4 | The Emotional World of Baroque Music

All music, it seems safe to say, is deeply involved with emotion. But in the music of different cultures, and also in the music of different historical eras within a single culture, the nature of that involvement can be very different. The emotional effect of Baroque music strikes the modern listener as very powerful and yet, in a curious way, also impersonal. Baroque composers believed firmly that music could and should mirror a wide range of human feelings, or affects, such as had been analyzed and classified by the scientifically oriented psychology of the day. But these composers did not believe that it was their task to mirror feelings of their own. Rather, they tried to isolate and analyze emotions in general — at a distance — and then depict them consistently.

The exhaustiveness of their musical technique made for a similar exhaustiveness of emotional effect. A single movement or aria was usually restricted to depicting one specific emotion, feeling, or mood. As the rhythms and themes are repeated, the music intensifies a single strong feeling. Sadness in Baroque music is presented as the deepest gloom, calmness as profound quiet, brightness as pomp and splendor, happiness as loud rejoicing. These are extreme sentiments; the people who can be imagined to experience them would have to be almost larger than life.

All this fits into place with the Baroque fascination with the theater. The Baroque theater concentrated on grand gestures and high passion, on ideal emotions expressed by ideal human beings. Kings and queens were shown performing noble actions or vile ones, experiencing intense feelings of passion or fury, delivering thunderous speeches, and taking part in lavish stage displays. How these personages looked and postured can be seen in the picture on page 106.

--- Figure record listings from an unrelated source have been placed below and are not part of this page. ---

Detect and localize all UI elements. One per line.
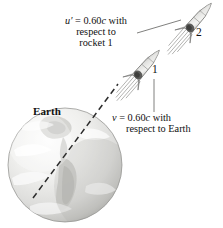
label-u-prime-line2: respect to (52, 26, 140, 37)
rocket-2-exhaust (164, 28, 192, 58)
physics-figure: u′ = 0.60c with respect to rocket 1 v = … (0, 0, 223, 228)
label-u-prime-line1: u′ = 0.60c with (65, 15, 127, 26)
label-v: v = 0.60c with respect to Earth (112, 112, 216, 134)
rocket-1 (108, 44, 166, 107)
label-earth: Earth (33, 106, 61, 118)
leader-line-u-prime (137, 20, 181, 33)
label-v-line2: respect to Earth (112, 123, 216, 134)
label-rocket-2-number: 2 (196, 26, 202, 38)
label-u-prime: u′ = 0.60c with respect to rocket 1 (52, 15, 140, 48)
rocket-1-exhaust (113, 75, 141, 105)
label-u-prime-line3: rocket 1 (52, 37, 140, 48)
label-rocket-1-number: 1 (152, 63, 158, 75)
label-v-line1: v = 0.60c with (112, 112, 171, 123)
rocket-2 (160, 0, 219, 60)
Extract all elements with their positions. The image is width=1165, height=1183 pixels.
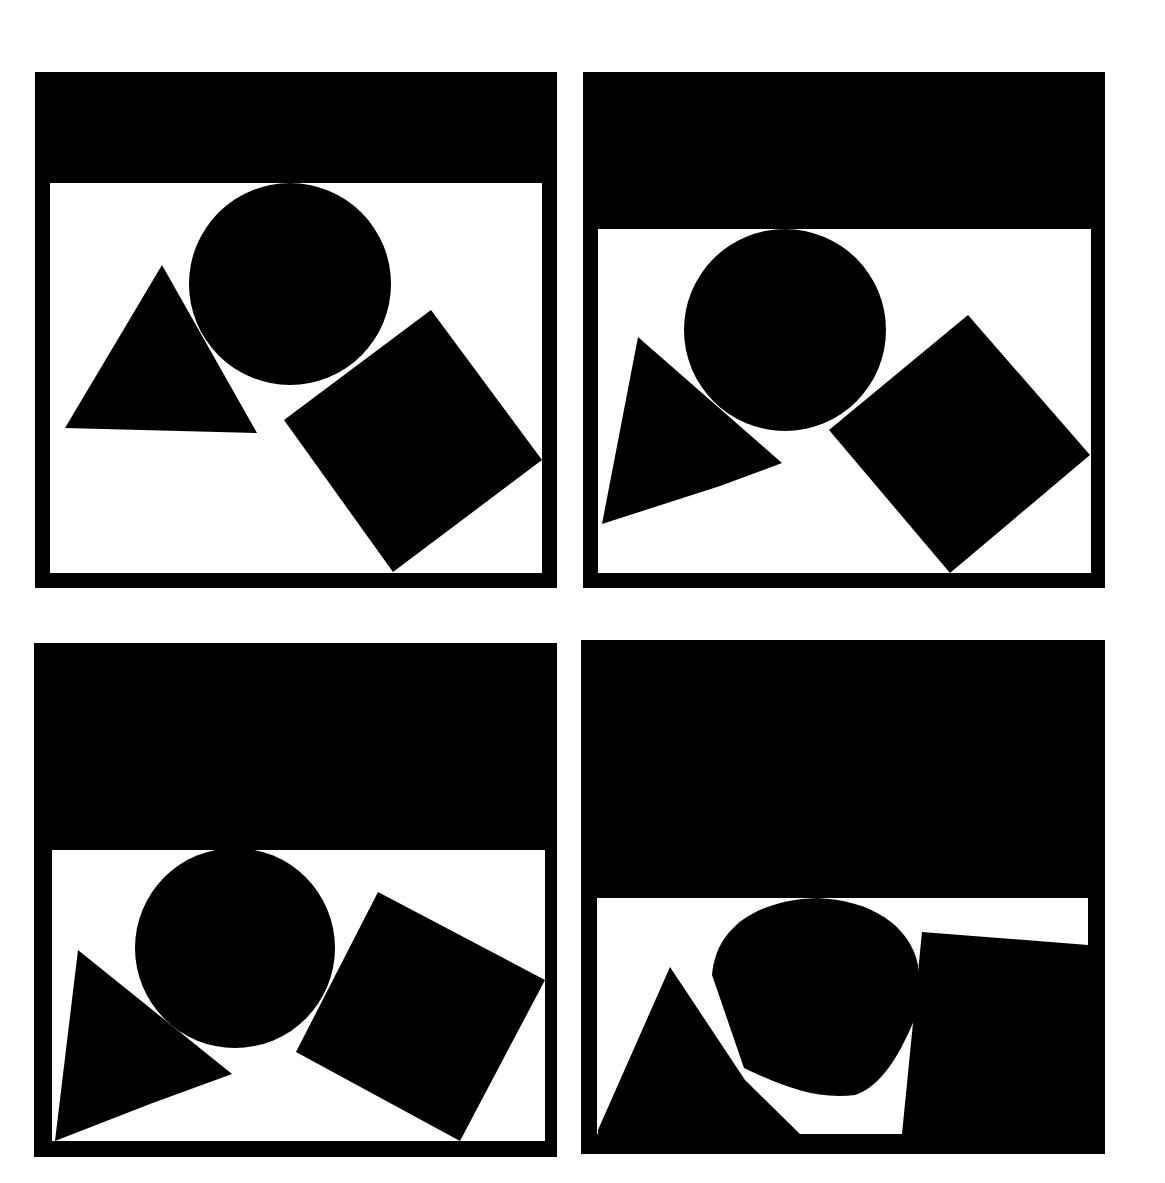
panel-1: [35, 72, 557, 588]
panel-4: [581, 640, 1105, 1154]
panel-2: [583, 72, 1105, 588]
figure-stage: [0, 0, 1165, 1183]
four-panel-shapes-figure: [0, 0, 1165, 1183]
circle-shape: [684, 229, 886, 431]
circle-shape: [135, 848, 335, 1048]
circle-shape: [189, 183, 391, 385]
panel-3: [34, 643, 557, 1157]
square-shape: [902, 932, 1088, 1134]
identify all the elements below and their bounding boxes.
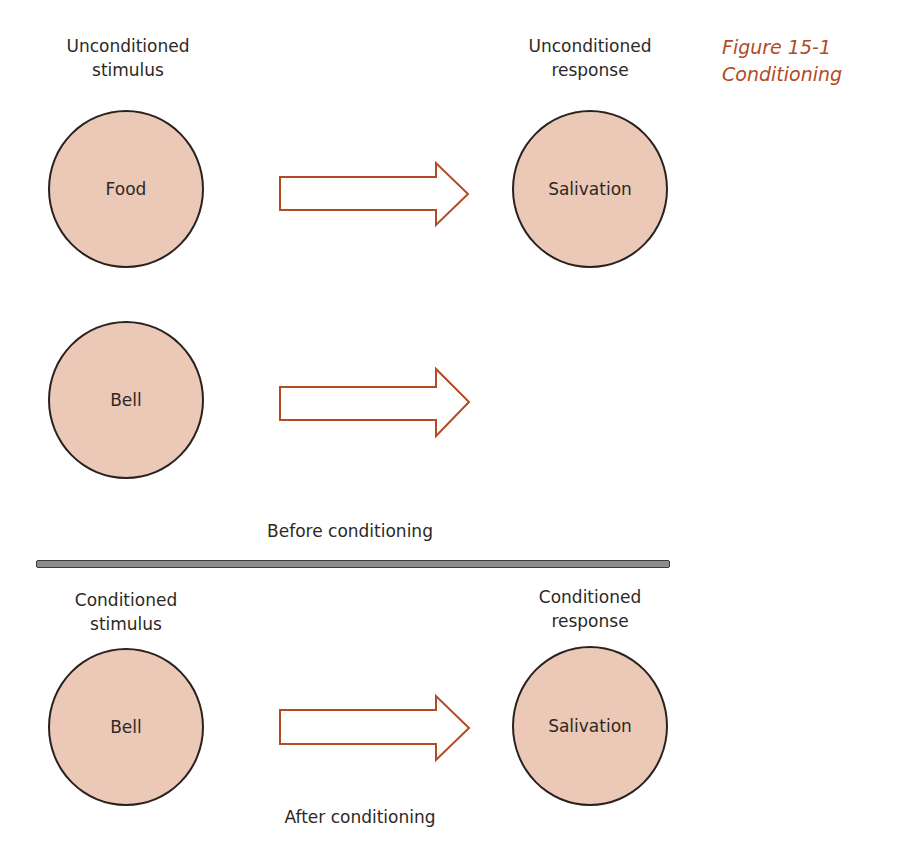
section-divider [36, 560, 670, 568]
salivation-node: Salivation [512, 110, 668, 268]
figure-number: Figure 15-1 [722, 34, 842, 61]
arrow-right-icon [276, 158, 476, 232]
conditioned-response-label: Conditioned response [500, 585, 680, 633]
arrow-right-icon [276, 692, 476, 766]
figure-title: Conditioning [722, 61, 842, 88]
arrow-right-icon [276, 364, 476, 440]
before-conditioning-caption: Before conditioning [220, 520, 480, 542]
unconditioned-stimulus-label: Unconditioned stimulus [38, 34, 218, 82]
bell-node: Bell [48, 648, 204, 806]
unconditioned-response-label: Unconditioned response [500, 34, 680, 82]
after-conditioning-caption: After conditioning [230, 806, 490, 828]
food-node: Food [48, 110, 204, 268]
salivation-node: Salivation [512, 646, 668, 806]
bell-node: Bell [48, 321, 204, 479]
conditioned-stimulus-label: Conditioned stimulus [36, 588, 216, 636]
figure-caption: Figure 15-1 Conditioning [722, 34, 842, 88]
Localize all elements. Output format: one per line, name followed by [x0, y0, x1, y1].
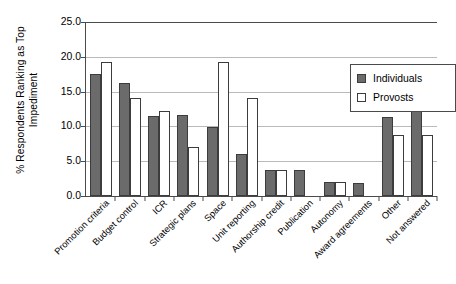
bar-provosts — [218, 62, 229, 196]
y-tick-label: 25.0 — [47, 17, 81, 27]
x-tick-label: Award agreements — [312, 198, 374, 260]
bar-provosts — [422, 135, 433, 196]
x-tick-label: Authorship credit — [230, 198, 286, 254]
y-axis-title-line-1: % Respondents Ranking as Top — [15, 26, 28, 174]
legend-item-provosts: Provosts — [357, 88, 449, 107]
y-axis-title-line-2: Impediment — [28, 26, 41, 174]
bar-group — [320, 22, 349, 196]
bar-group — [115, 22, 144, 196]
bar-provosts — [159, 111, 170, 196]
bar-group — [232, 22, 261, 196]
x-tick-label: Other — [380, 198, 404, 222]
bar-individuals — [236, 154, 247, 196]
bar-provosts — [188, 147, 199, 196]
x-axis-tick-labels: Promotion criteriaBudget controlICRStrat… — [85, 198, 436, 284]
y-tick-label: 5.0 — [47, 156, 81, 166]
legend-label-individuals: Individuals — [373, 73, 422, 84]
y-tick-label: 15.0 — [47, 86, 81, 96]
legend-item-individuals: Individuals — [357, 69, 449, 88]
bar-group — [262, 22, 291, 196]
bar-provosts — [130, 98, 141, 196]
bar-group — [174, 22, 203, 196]
bar-individuals — [382, 117, 393, 196]
bar-individuals — [148, 116, 159, 196]
y-tick-label: 10.0 — [47, 121, 81, 131]
bar-group — [86, 22, 115, 196]
x-tick-label: Space — [202, 198, 228, 224]
legend: Individuals Provosts — [350, 64, 456, 112]
bar-individuals — [265, 170, 276, 196]
bar-individuals — [90, 74, 101, 196]
x-tick-label: ICR — [151, 198, 169, 216]
bar-individuals — [324, 182, 335, 196]
bar-individuals — [177, 115, 188, 196]
y-tick-label: 20.0 — [47, 52, 81, 62]
bar-provosts — [276, 170, 287, 196]
bar-individuals — [207, 127, 218, 196]
bar-individuals — [294, 170, 305, 196]
bar-provosts — [101, 62, 112, 196]
x-tick-mark — [437, 196, 438, 201]
bar-individuals — [119, 83, 130, 196]
legend-swatch-provosts-icon — [357, 93, 366, 102]
y-tick-label: 0.0 — [47, 191, 81, 201]
bar-provosts — [335, 182, 346, 196]
bar-group — [203, 22, 232, 196]
legend-label-provosts: Provosts — [373, 92, 413, 103]
legend-swatch-individuals-icon — [357, 74, 366, 83]
bar-group — [145, 22, 174, 196]
bar-provosts — [247, 98, 258, 196]
bar-individuals — [353, 183, 364, 196]
plot-area: Individuals Provosts — [85, 22, 437, 197]
y-tick-mark — [81, 196, 86, 197]
bar-group — [291, 22, 320, 196]
bar-provosts — [393, 135, 404, 196]
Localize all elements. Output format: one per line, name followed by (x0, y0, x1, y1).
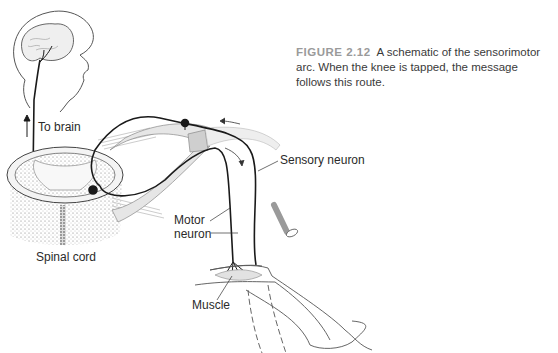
spinal-cord-icon (7, 128, 164, 245)
to-brain-label: To brain (38, 120, 81, 134)
direction-arrows (220, 118, 244, 166)
sensorimotor-arc-figure: FIGURE 2.12A schematic of the sensorimot… (0, 0, 558, 353)
brain-icon (22, 24, 74, 61)
spinal-cord-label: Spinal cord (36, 250, 96, 264)
muscle-icon (215, 270, 262, 281)
up-arrow-icon (24, 115, 30, 137)
muscle-label: Muscle (192, 298, 230, 312)
figure-caption: FIGURE 2.12A schematic of the sensorimot… (296, 45, 556, 90)
sensory-neuron-label: Sensory neuron (280, 153, 365, 167)
reflex-hammer-icon (274, 205, 299, 238)
figure-number: FIGURE 2.12 (296, 46, 371, 58)
motor-neuron-label-line1: Motor (174, 213, 205, 227)
motor-neuron-label-line2: neuron (174, 227, 211, 241)
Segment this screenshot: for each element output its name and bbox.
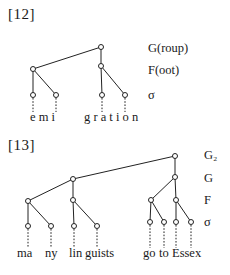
tree-12-edges	[33, 47, 125, 112]
node-syl-3	[100, 93, 105, 98]
node-sigma-1	[26, 224, 31, 229]
node-sigma-3	[72, 224, 77, 229]
node-sigma-7	[174, 220, 179, 225]
node-g-right	[173, 175, 178, 180]
node-syl-1	[31, 93, 36, 98]
node-f-3	[149, 198, 154, 203]
node-f-1	[26, 199, 31, 204]
node-sigma-4	[95, 224, 100, 229]
node-g-left	[71, 177, 76, 182]
node-g2	[173, 154, 178, 159]
node-syl-4	[123, 93, 128, 98]
node-sigma-2	[49, 224, 54, 229]
prosodic-trees	[0, 0, 230, 275]
node-sigma-5	[148, 220, 153, 225]
node-f-2	[71, 198, 76, 203]
node-sigma-8	[189, 220, 194, 225]
node-foot-left	[31, 67, 36, 72]
node-f-4	[174, 198, 179, 203]
node-foot-right	[99, 64, 104, 69]
node-group	[99, 45, 104, 50]
tree-12-nodes	[31, 45, 128, 98]
node-sigma-6	[162, 220, 167, 225]
tree-13-edges	[28, 156, 191, 248]
tree-13-nodes	[26, 154, 194, 229]
node-syl-2	[54, 93, 59, 98]
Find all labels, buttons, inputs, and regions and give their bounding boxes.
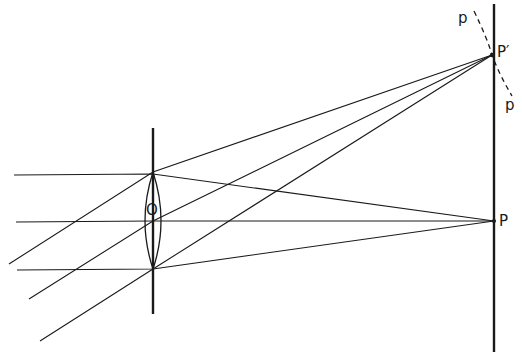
parallel-ray-top xyxy=(14,174,494,221)
oblique-ray-bottom xyxy=(40,55,492,341)
optics-diagram: O P P′ p p xyxy=(0,0,522,361)
label-lens-center: O xyxy=(146,201,158,219)
oblique-ray-top xyxy=(9,55,492,264)
focus-point-p-prime xyxy=(490,53,494,57)
parallel-ray-bottom xyxy=(17,221,494,270)
parallel-ray-center xyxy=(16,221,494,222)
parallel-ray-bundle xyxy=(14,174,494,270)
oblique-ray-bundle xyxy=(9,55,492,341)
label-curve-top: p xyxy=(458,9,468,27)
label-focus-p-prime: P′ xyxy=(497,43,510,61)
focus-point-p xyxy=(492,219,496,223)
label-curve-bottom: p xyxy=(505,96,515,114)
oblique-ray-center xyxy=(29,55,492,299)
label-focus-p: P xyxy=(499,212,508,230)
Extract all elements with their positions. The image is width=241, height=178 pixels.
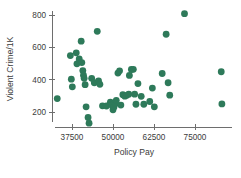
data-point	[219, 101, 226, 108]
y-axis-title: Violent Crime/1K	[5, 37, 15, 102]
data-point	[73, 49, 80, 56]
data-point	[138, 93, 145, 100]
data-point	[81, 75, 88, 82]
y-tick-label: 200	[32, 108, 46, 117]
data-point	[68, 76, 75, 83]
x-tick-label: 75000	[184, 133, 207, 142]
data-point	[149, 85, 156, 92]
data-point	[78, 59, 85, 66]
data-point	[126, 72, 133, 79]
data-point	[117, 102, 124, 109]
data-point	[54, 95, 61, 102]
data-point	[85, 114, 92, 121]
data-points	[54, 10, 225, 126]
x-axis-tick-labels: 37500500006250075000	[61, 133, 207, 142]
x-axis-title: Policy Pay	[114, 147, 155, 157]
data-point	[86, 120, 93, 127]
data-point	[151, 103, 158, 110]
y-tick-label: 800	[32, 11, 46, 20]
y-tick-label: 400	[32, 76, 46, 85]
data-point	[130, 66, 137, 73]
x-tick-label: 37500	[61, 133, 84, 142]
data-point	[69, 83, 76, 90]
data-point	[131, 91, 138, 98]
data-point	[125, 91, 132, 98]
data-point	[218, 68, 225, 75]
data-point	[78, 38, 85, 45]
data-point	[82, 81, 89, 88]
y-axis: 200400600800	[32, 11, 55, 122]
data-point	[116, 67, 123, 74]
y-axis-tick-labels: 200400600800	[32, 11, 46, 117]
y-tick-label: 600	[32, 43, 46, 52]
plot-canvas: 200400600800 37500500006250075000 Violen…	[0, 0, 241, 178]
data-point	[159, 70, 166, 77]
data-point	[165, 79, 172, 86]
x-axis: 37500500006250075000	[55, 124, 232, 142]
data-point	[67, 52, 74, 59]
data-point	[181, 10, 188, 17]
scatter-plot-figure: 200400600800 37500500006250075000 Violen…	[0, 0, 241, 178]
data-point	[166, 92, 173, 99]
data-point	[133, 101, 140, 108]
data-point	[146, 98, 153, 105]
x-tick-label: 50000	[102, 133, 125, 142]
data-point	[135, 80, 142, 87]
data-point	[83, 103, 90, 110]
data-point	[96, 81, 103, 88]
data-point	[140, 101, 147, 108]
data-point	[94, 28, 101, 35]
x-tick-label: 62500	[143, 133, 166, 142]
data-point	[163, 31, 170, 38]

Theatrical emotion has the virtues of intensity, clarity, and focus; it must, if it is to get past the footlights and reach its audience. Actors analyze the emotion they are asked to depict, shape it and probably exaggerate it, and then project it by means of their acting technique. It is not their personal emotion, though for the moment they make it their own. We may come to feel that Baroque composers worked in a similar way, not only in their operas — actual stage works set to music — but also in their oratorios and church cantatas, and even in their instrumental concertos and sonatas.